In the eyes of the minister, the solution involves “good training of educators”, that is to say ARC training (attachment, regulation and competence). “Where they have had this training, we see that the rate of restraint and isolation decreases. We want all educators [la] follow,” he said.

Educators manage to create a bond of trust with children, “but it takes time, a lot of patience, consistency and stability,” underlines Mr. Bédard, of the CIUSSS de la Mauricie.

Critical shortage of educators

In the metropolis, the shortage of educators is such that overflow units have been opened “many with agency staff”, admits the director of the youth program at the CIUSSS du Centre-Sud-de-l’Île-de- Montreal, Jason Champagne.
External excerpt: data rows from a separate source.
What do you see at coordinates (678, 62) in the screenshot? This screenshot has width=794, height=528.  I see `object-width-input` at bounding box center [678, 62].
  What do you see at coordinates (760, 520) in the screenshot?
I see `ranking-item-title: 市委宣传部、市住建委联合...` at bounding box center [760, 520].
PHOTO PATRICK SANFAÇON, THE PRESS

Jason Champagne, director of the youth program at the CIUSSS du Centre-Sud-de-l’Île-de-Montréal

Its CIUSSS cannot do without this independent workforce, but it tries by all means to recruit it and thus offer stability to the children, says Mr. Champagne.

PHOTO ALAIN ROBERGE, LA PRESSE ARCHIVES

Delphine Collin-Vézina, professor at the School of Social Work at McGill University

The fact that 50% of youth protection positions are vacant weakens the teams. People with little experience or on call-back lists [agences] are called in for reinforcement.

Delphine Collin-Vézina, professor at the School of Social Work at McGill University

“How can a young person feel safe and calm if they see new faces passing by so often? People who don’t know it, who decode it poorly, continues Delphine Collin-Vezina. So are it the young people who are more complex or the environments which are less reassuring for them? »

Let us avoid placing “the blame” on the children in care or on “the stakeholders who are carrying at arm’s length a system that is experiencing an incomparable crisis,” concludes M.me Collin-Vezina.

* Fictitious first name since the law does not allow us to identify it

Learn more

  • 250
    Number of young people with DI-ASD among the 3,000 housed in youth centers in Quebec

    Ministry of Health and Social Services

    Insulation measurement
    Exceptional control measure which consists of confining a child for a limited time, in a place from which he cannot leave freely.
    Restraint measure
    Exceptional control measure which consists of preventing or limiting the freedom of movement of a child using necessary human force or mechanical means.
    Out of Service Removal
    The user is isolated from his or her living environment. He is transferred to a place designed to allow removal and where he is alone, without being locked there.